Is he right?
Here is a taste of Will’s scathing column:
Hence the youthful millions who are sour, humorless and disappointed — with America, and everything else less perfect than they. They are fluent in the thin-gruel cant (diversity, inclusion, equity, anti-racism, antipatriarchy, antiheteronormativity, etc.) of ostensibly political but actually just emotionally satisfying performative demands.
Abundant data confirm that they have read remarkably little. As Bauerlein says, unacquainted with literature, they are content with cliches. Ignorant of history, and hence of political possibilities, they cultivate bitter victimhood. “If there is no past that deserves their attention, if they are given only yesteryears fraught with shame, heroes with clay feet and clay hearts, too, the present becomes a barren habitat,” he writes.
In a flattened world drained of greatness, today’s steep decline of humanities majors among undergraduates is a lagging indicator of lack of interest in humanity’s lessons learned on the path to the present. Given this nation’s unhappy present, it is remarkable to remember that the arrival of screen-soaked lives was cheerily announced as the next stage of the “information age.” LOL.
Read the entire column here.
A millennial responds:
George F. Will’s tone-deaf whining about kids these days in his July 10 op-ed, “Those aggressively illiberal millennials,” was about what you’d expect from its title. It was remarkable, mostly, for claiming that “abundant data confirm” its sweeping generalizations about all Americans younger than 30 while providing precisely none of that data.
I, as a younger millennial, learned more tools, and more useful tools, for media analysis by reading, watching and participating in discussions online than I ever did in my English classes. Mr. Will might wish it were otherwise, but Aristotle’s analysis of highly formalized live theater productions created on specified themes for contests simply has nothing much to add to discussions of the long-term episodic storytelling and serialized epics that form the core of the modern media landscape.
Read the rest here.
May the Good Lord spare me from the frequent one way trip into Angry Old Grouchland where everyone younger is no damn good, society is collapsing before my eyes, ignorance abounds, and I take vocal pride in being a member of the last good generation. Apres Will, le Deluge.
I could probably go on an equally long rant about the multitude of problems that the american boomers have and have bequeathed to us younger types… genX, genZ, millenials… I think in the end the scales of who has the best virtues and the worst probably breaks about even.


## What is required
Every line of the data that includes "Information" should be copied out.

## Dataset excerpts
=== Section Start ===
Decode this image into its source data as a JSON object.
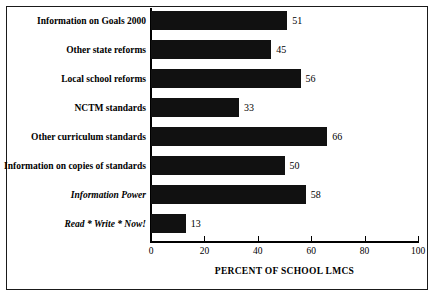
{
  "chart_data": {
    "type": "bar",
    "orientation": "horizontal",
    "title": "",
    "xlabel": "PERCENT OF SCHOOL LMCS",
    "ylabel": "",
    "xlim": [
      0,
      100
    ],
    "xticks": [
      0,
      20,
      40,
      60,
      80,
      100
    ],
    "xtick_labels": [
      "0",
      "20",
      "40",
      "60",
      "80",
      "100"
    ],
    "grid": false,
    "legend": false,
    "bar_color": "#111111",
    "categories": [
      "Information on Goals 2000",
      "Other state reforms",
      "Local school reforms",
      "NCTM standards",
      "Other curriculum standards",
      "Information on copies of standards",
      "Information Power",
      "Read * Write * Now!"
    ],
    "category_styles": [
      "bold",
      "bold",
      "bold",
      "bold",
      "bold",
      "bold",
      "bold-italic",
      "bold-italic"
    ],
    "values": [
      51,
      45,
      56,
      33,
      66,
      50,
      58,
      13
    ],
    "value_labels": [
      "51",
      "45",
      "56",
      "33",
      "66",
      "50",
      "58",
      "13"
    ]
  }
}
=== Section End ===
## Exercise solution
      "Information on Goals 2000",
      "Information on copies of standards",
      "Information Power",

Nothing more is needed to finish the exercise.